KJXJ

KJXJ
City of license Franklin, Texas
Broadcast area College Station area
Branding ESPN Aggieland
Frequency 103.9 MHz
First air date 1982-06-01 (as KCRM)
Format Sports
ERP 8,700 watts
HAAT 167.5 meters
Class C3
Facility ID 72718
Transmitter coordinates 30°53′5″N 96°32′29″W / 30.88472°N 96.54139°W / 30.88472; -96.54139Coordinates: 30°53′5″N 96°32′29″W / 30.88472°N 96.54139°W / 30.88472; -96.54139
Former callsigns KCRM (1982-1993)
KHLR (1993-2001)
KXCS (2001-2007)
Affiliations ESPN Radio
Owner Brazos Valley Communications, Ltd.
Webcast Listen Live
Website espnaggieland1039.com

KJXJ (103.9 FM) is a sports radio station owned by Brazos Valley Communications, Ltd.[1] licensed to Franklin, Texas with studios in Bryan, Texas.

Personalities

Kotter-Weekdays 6am-10am

Dee-Weekdays 2pm-7pm

History

The station first existed as KCRM from 1982-06-01 to 1993-12-27, before changing its call sign to KHLR. On 2001-04-09, the station call sign became KXCS-FM, which it kept until receiving its existing call sign of KJXJ on 2007-03-29.[2]

KXCS-FM

KXCS used the slogans "103.9 XCS, Everything That Rocks" and "Aggieland's New Rock Alternative, 103.9 The X", and once carried the Lex and Terry and Loveline programs.

Transition to KJXJ

On the evening of 2007 March 19, DJs announced that the station was changing from the Rock/Alternative Rock format. The last DJs that night were Kira McKinney (on-air moniker: "The Queen of Rock") to 10 PM, and Dex Peck from 10 PM-midnight. The last songs under the old format: "I Ran (So Far Away)" by A Flock of Seagulls; "Snakes on a Plane (Bring It)" by Cobra Starship; "Joker and the Thief" by Wolfmother; "Teenage Dirtbag" by Wheatus; and "Another One Bites the Dust" by Queen, dedicated by Dex to a list of staffers.

The transition day of March 20th was a confusing and motley collection of music not conforming to a single genre. Across the course of the day, listeners heard a bizarre mixture of Rap, Classic Rock, Show Tunes, TV Theme Songs, Reggae, Easy Listening, and others.

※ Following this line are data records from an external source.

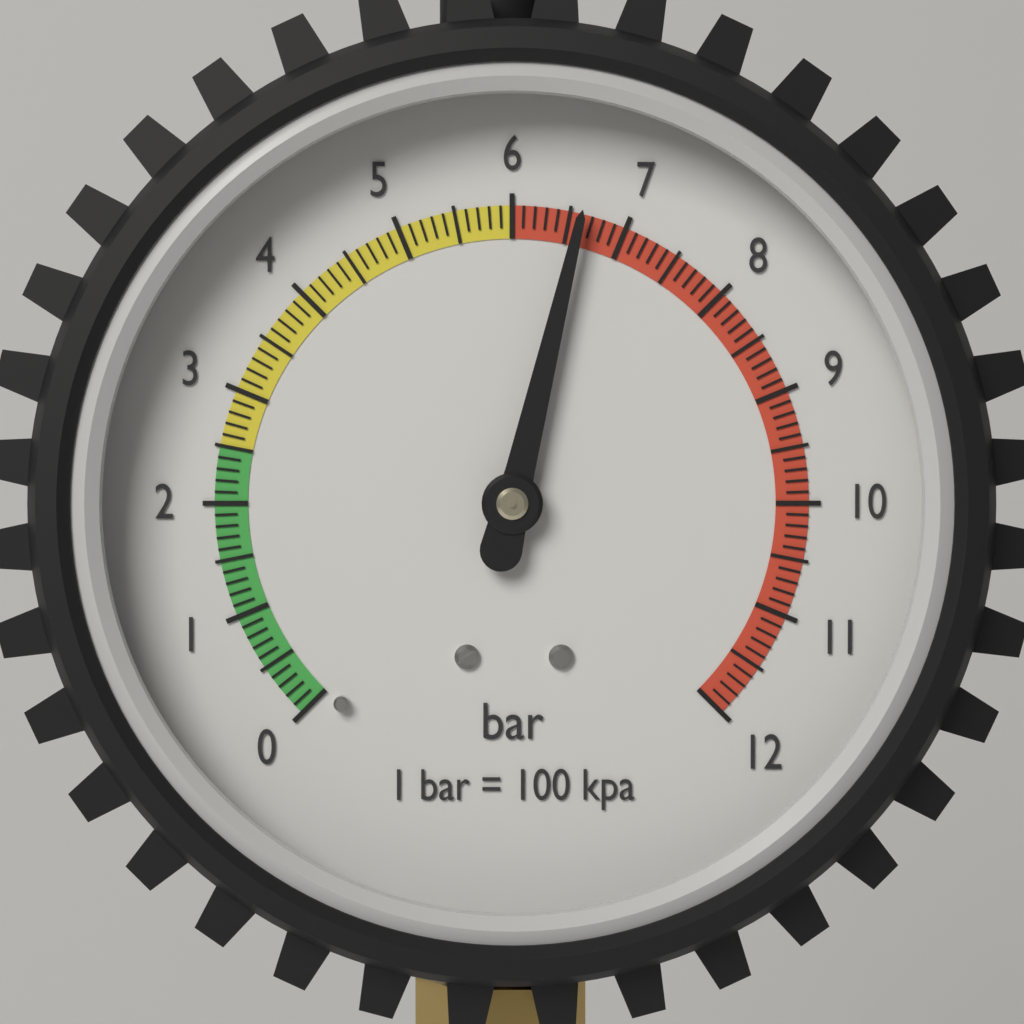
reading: 6.6 bar
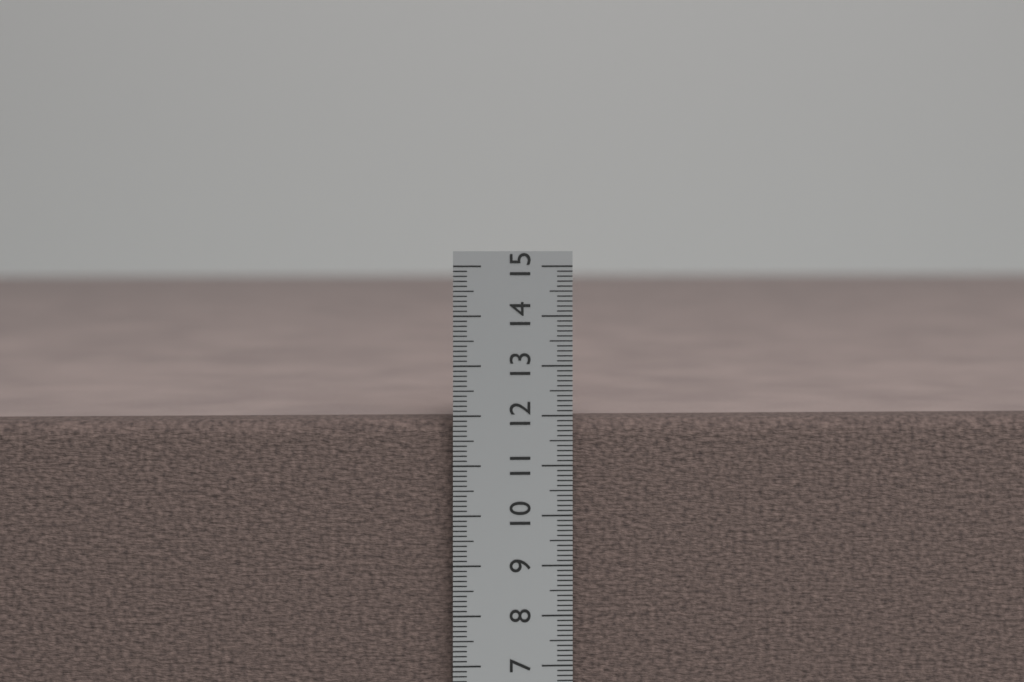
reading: 11.9 cm
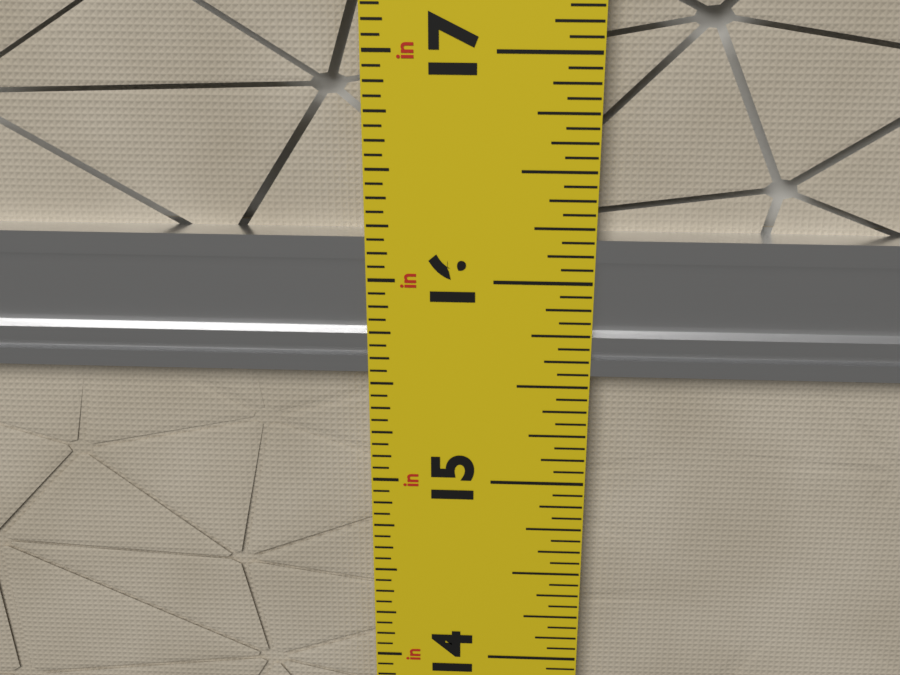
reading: 16.1875 in
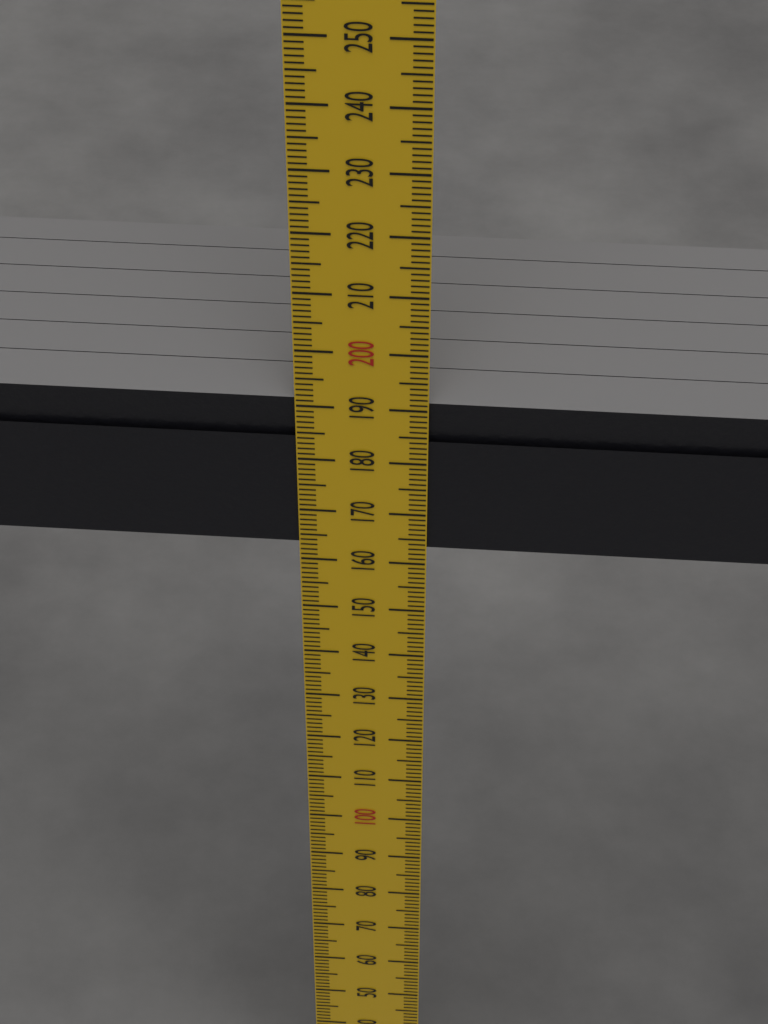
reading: 191 mm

Shortly after midnight, the audio feed abruptly cut off in the middle of a long string of Irish Drinking Songs, and suddenly new programming came over the air, identifying the broadcast as a Jack FM station. On 2007 April 3, this station began identifying itself as KJXJ-FM.

Return to Rock

logo used under previous format

On September 20, 2010, KJXJ abandoned the Jack format and became "Rock 103.9."[3]

ESPN Aggieland

On March 2, 2015 KJXJ changed their format from rock to sports, branded as "ESPN Aggieland".[4]

References

External links

This article is issued from Wikipedia - version of the Sunday, February 14, 2016. The text is available under the Creative Commons Attribution/Share Alike but additional terms may apply for the media files.